All the men and women merely players
Editorial

All the men and women merely players

January 13, 2018

In the poem All the world’s a stage, William Shakespeare (1564-1616), known more as a playwright than an actor himself, used a narrative form to express his innermost emotions about how he thinks that the world is a stage and all the people living in it are mere players or characters. These characters are set to go through seven different phases in their lives. Regarded as the ‘Bard of Avon’, having written about 38 plays and other literary works including sonnets, poems and verses, he passed away at a relatively young age in 1616. If only he had lived in present times, and given his keen observation of the goings on in society, he might have felt highly gratified about his aforementioned portrayal of the world as well as the men and women therein after noting the way cinema has virtually conquered the minds of most people. The coming days are heading to witness the players of the silver screen joining the rapidly rising number of vote-seekers to create a complex social scene in the land, giving modern poets a chance to emulate the Bard.

One could approximately estimate the extent of cinema’s sway over the land’s people as long as they had to per force view the movies in the halls specially built for screening them. Now that films can be viewed not only on the small screen in total privacy and also on the mini-screen of smart mobile phones, even a wild guess on the number of addicts to cinema in the land can go wrong by a long shot.

The monetary value of the different outlays on producing a movie such as what the producer invests in the hope of getting attractive return, wages to all who appear on the screen, particularly the principal actors called heroes, heroines and villains, expenses on publicity to increase the outreach of cinema in advance, infrastructure cost relating to screen the movie and so on has just crossed amounts in astronomical proportions that can leave astronomers blushing. Entry of government into the world of cinema, eyeing various taxes generated totally by the enterprise has just got it into the throes of controversy, particularly because of the inconsistent verdicts of the Board of Film Certification, earlier known as Central Film Censor Board, with large amounts of money exchanged on the sly.

Once a film crosses the bar set by the government agency concerned, the litmus test for its success on many counts, including handsome return to the producer, name as well as fame to those who appear on the screen and also behind the screen, is the verdict of the connoisseurs. They are truly mere players coughing up money for their short-lived merriment.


_Task instructions_:
Write each entry again exactly as shown, but without the images it holds.

_Input data_:
═══

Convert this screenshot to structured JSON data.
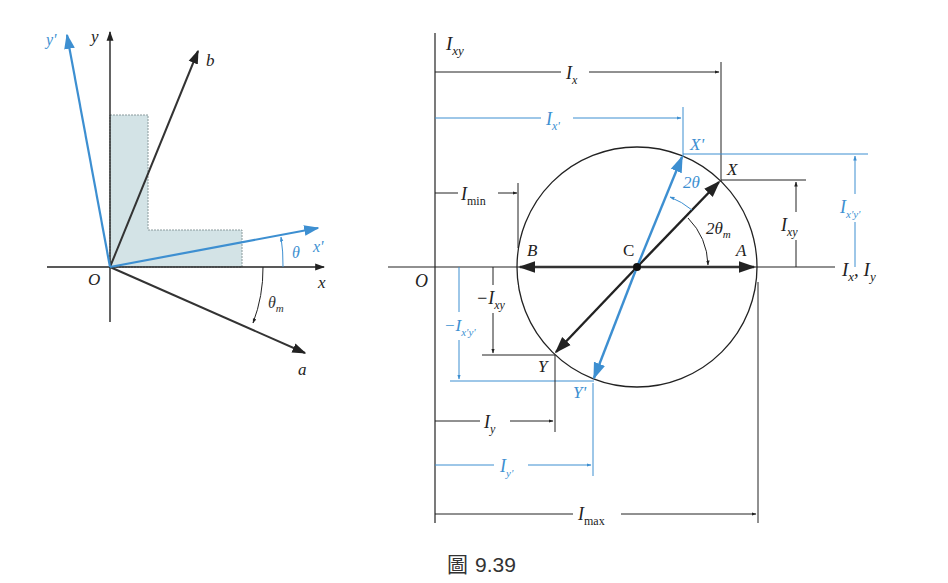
{
  "colors": {
    "ink": "#222222",
    "blue": "#3d8fd1",
    "fill": "#d3e3e6",
    "fill_edge": "#8a9a9c"
  },
  "left_diagram": {
    "origin_label": "O",
    "x_axis_label": "x",
    "y_axis_label": "y",
    "x_prime_label": "x'",
    "y_prime_label": "y'",
    "a_axis_label": "a",
    "b_axis_label": "b",
    "theta_label": "θ",
    "theta_m_label": "θ",
    "theta_m_sub": "m"
  },
  "mohr_circle": {
    "origin_label": "O",
    "vertical_axis_label": "I",
    "vertical_axis_sub": "xy",
    "horizontal_axis_label_1": "I",
    "horizontal_axis_sub_1": "x",
    "horizontal_axis_sep": ", ",
    "horizontal_axis_label_2": "I",
    "horizontal_axis_sub_2": "y",
    "center_label": "C",
    "point_a": "A",
    "point_b": "B",
    "point_x": "X",
    "point_y": "Y",
    "point_x_prime": "X'",
    "point_y_prime": "Y'",
    "angle_2theta": "2θ",
    "angle_2theta_m": "2θ",
    "angle_2theta_m_sub": "m",
    "dim_ix": {
      "main": "I",
      "sub": "x"
    },
    "dim_ix_prime": {
      "main": "I",
      "sub": "x'"
    },
    "dim_imin": {
      "main": "I",
      "sub": "min"
    },
    "dim_ixy": {
      "main": "I",
      "sub": "xy"
    },
    "dim_ixpyp": {
      "main": "I",
      "sub": "x'y'"
    },
    "dim_neg_ixy": {
      "main": "−I",
      "sub": "xy"
    },
    "dim_neg_ixpyp": {
      "main": "−I",
      "sub": "x'y'"
    },
    "dim_iy": {
      "main": "I",
      "sub": "y"
    },
    "dim_iy_prime": {
      "main": "I",
      "sub": "y'"
    },
    "dim_imax": {
      "main": "I",
      "sub": "max"
    }
  },
  "caption": {
    "prefix": "圖",
    "number": "9.39"
  }
}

═══

_Finished exercise_:
Convert this screenshot to structured JSON data.
{
  "colors": {
    "ink": "#222222",
    "blue": "#3d8fd1",
    "fill": "#d3e3e6",
    "fill_edge": "#8a9a9c"
  },
  "left_diagram": {
    "origin_label": "O",
    "x_axis_label": "x",
    "y_axis_label": "y",
    "x_prime_label": "x'",
    "y_prime_label": "y'",
    "a_axis_label": "a",
    "b_axis_label": "b",
    "theta_label": "θ",
    "theta_m_label": "θ",
    "theta_m_sub": "m"
  },
  "mohr_circle": {
    "origin_label": "O",
    "vertical_axis_label": "I",
    "vertical_axis_sub": "xy",
    "horizontal_axis_label_1": "I",
    "horizontal_axis_sub_1": "x",
    "horizontal_axis_sep": ", ",
    "horizontal_axis_label_2": "I",
    "horizontal_axis_sub_2": "y",
    "center_label": "C",
    "point_a": "A",
    "point_b": "B",
    "point_x": "X",
    "point_y": "Y",
    "point_x_prime": "X'",
    "point_y_prime": "Y'",
    "angle_2theta": "2θ",
    "angle_2theta_m": "2θ",
    "angle_2theta_m_sub": "m",
    "dim_ix": {
      "main": "I",
      "sub": "x"
    },
    "dim_ix_prime": {
      "main": "I",
      "sub": "x'"
    },
    "dim_imin": {
      "main": "I",
      "sub": "min"
    },
    "dim_ixy": {
      "main": "I",
      "sub": "xy"
    },
    "dim_ixpyp": {
      "main": "I",
      "sub": "x'y'"
    },
    "dim_neg_ixy": {
      "main": "−I",
      "sub": "xy"
    },
    "dim_neg_ixpyp": {
      "main": "−I",
      "sub": "x'y'"
    },
    "dim_iy": {
      "main": "I",
      "sub": "y"
    },
    "dim_iy_prime": {
      "main": "I",
      "sub": "y'"
    },
    "dim_imax": {
      "main": "I",
      "sub": "max"
    }
  },
  "caption": {
    "prefix": "圖",
    "number": "9.39"
  }
}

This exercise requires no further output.